Search results
Results from the WOW.Com Content Network
The Laguna Copperplate Inscription (Filipino: Sulat na inukit sa binatbat na tanso sa Laguna) is an official acquittance (debt relief) certificate inscribed onto a copper plate in the Shaka year 822 (Gregorian A.D. 900). It is the earliest-known, extant, calendar-dated document found within the Philippines. [1]
This is a list of terms which are used, or have been used in the past, to designate the residents of specific provinces of the Philippines.These terms sometimes overlap with demonyms of ethnic groups in the Philippines, which are also used as identifiers in common parlance.
Gerry Alanguilan was born in the city of San Pablo, Laguna in the Philippines. According to family lore, their surname was originally San Gabriel and they trace their origins to the barrio/barangay of Sta.
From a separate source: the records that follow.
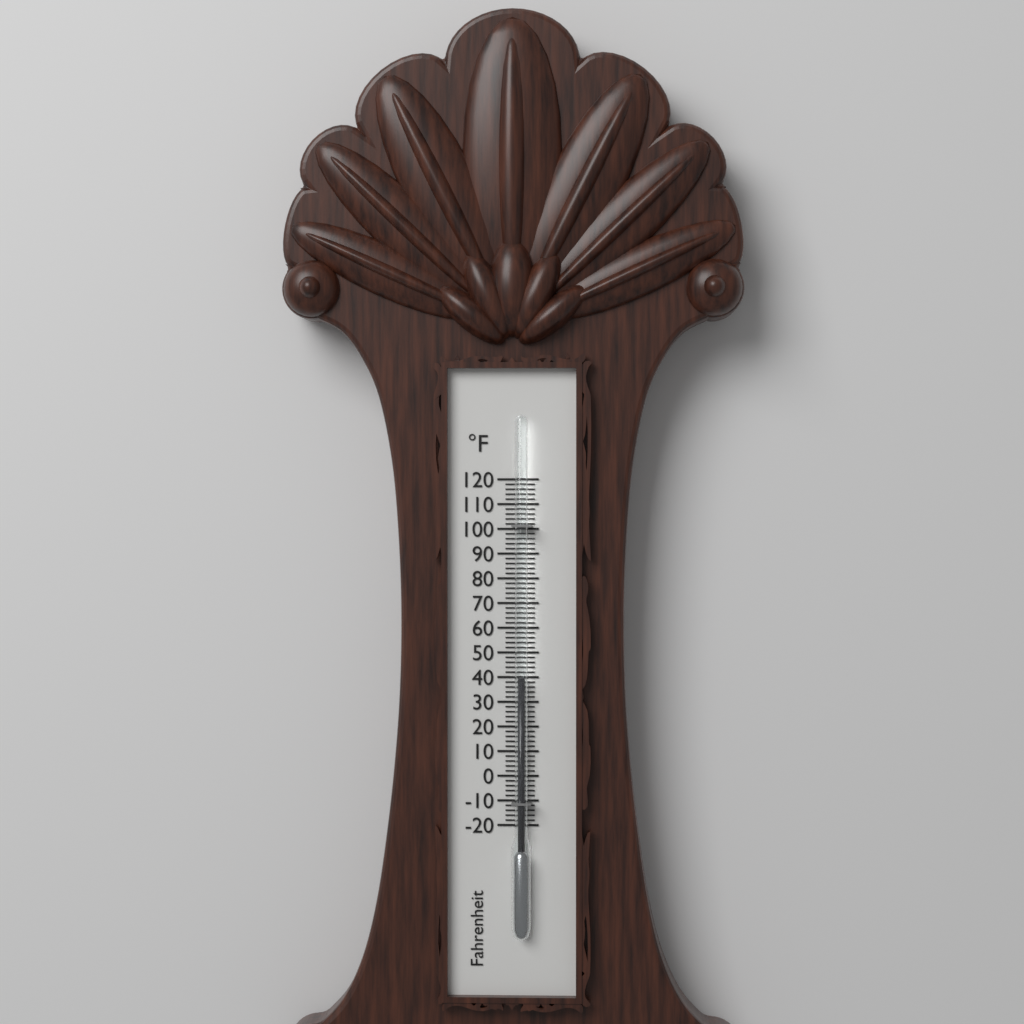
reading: 40 °F
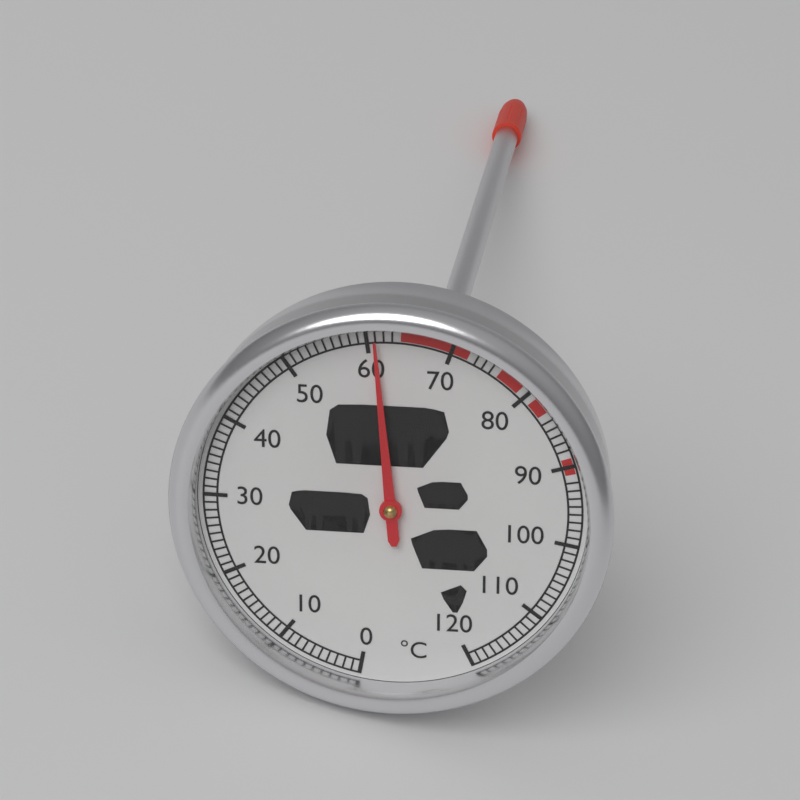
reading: 61 °C
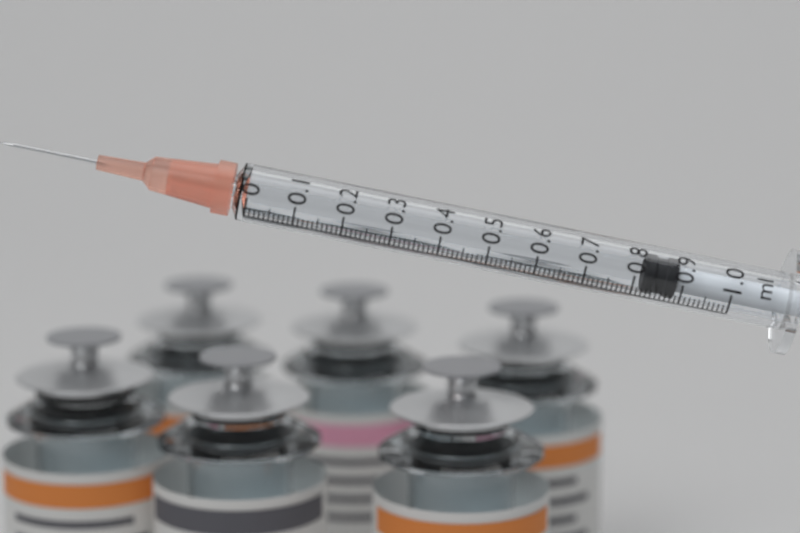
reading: 0.82 ml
Catalina, now part of San Pablo City and known as "Sandig" before the Spanish conquest.
The name "Quirino" itself was ultimately derived from the Latin Quirinus, meaning "armed with a lance." [92] Rizal. Spanish surname. The province was named after José Rizal, inspirational figure of the Philippine Revolution and national hero. "Rizal" in turn, is a modified form of the Spanish word ricial, literally meaning "able to grow back ...
Shared with British English. (Original meaning: a small portable flask or bottle for storing water or beverages) Commute [10] — To take public transportation. (Original meaning: to regularly travel from one's home to one's workplace or school, or vice versa) Computer shop [28] – An internet cafe. (Original meaning: A shop that sells computers)
The Philippines' Bureau of Fisheries and Aquatic Resources (Filipino: Kawanihan ng Pangisdaan at Yamang-tubig, [2] abbreviated as BFAR), is an agency of the Philippine government under the Department of Agriculture responsible for the development, improvement, law enforcement, management and conservation of the Philippines' fisheries and aquatic resources.
For examples of the glottal stop, consider the Rinconada words salâ ('wrong') and turô ('drop of water/fluid'), often simply sala and turo in the simplified alphabet and in Filipino and English orthographies. With rəgsad and kul-it, the translation of the phrase I love you in Rinconada is Payabâ ko ikā ('love me you' in word-for-word ...
Ang Biblia, 1905, a formal Protestant translation equivalent to the American Standard Version published by the Philippine Bible Society and revised in 2001.; Ang Banal na Biblia, 1997 NT/2000 OT, a dynamic Catholic translation of the Latin Vulgate with the original Hebrew and Greek texts translated by Msgr. Jose C. Abriol from 1953 to 1963.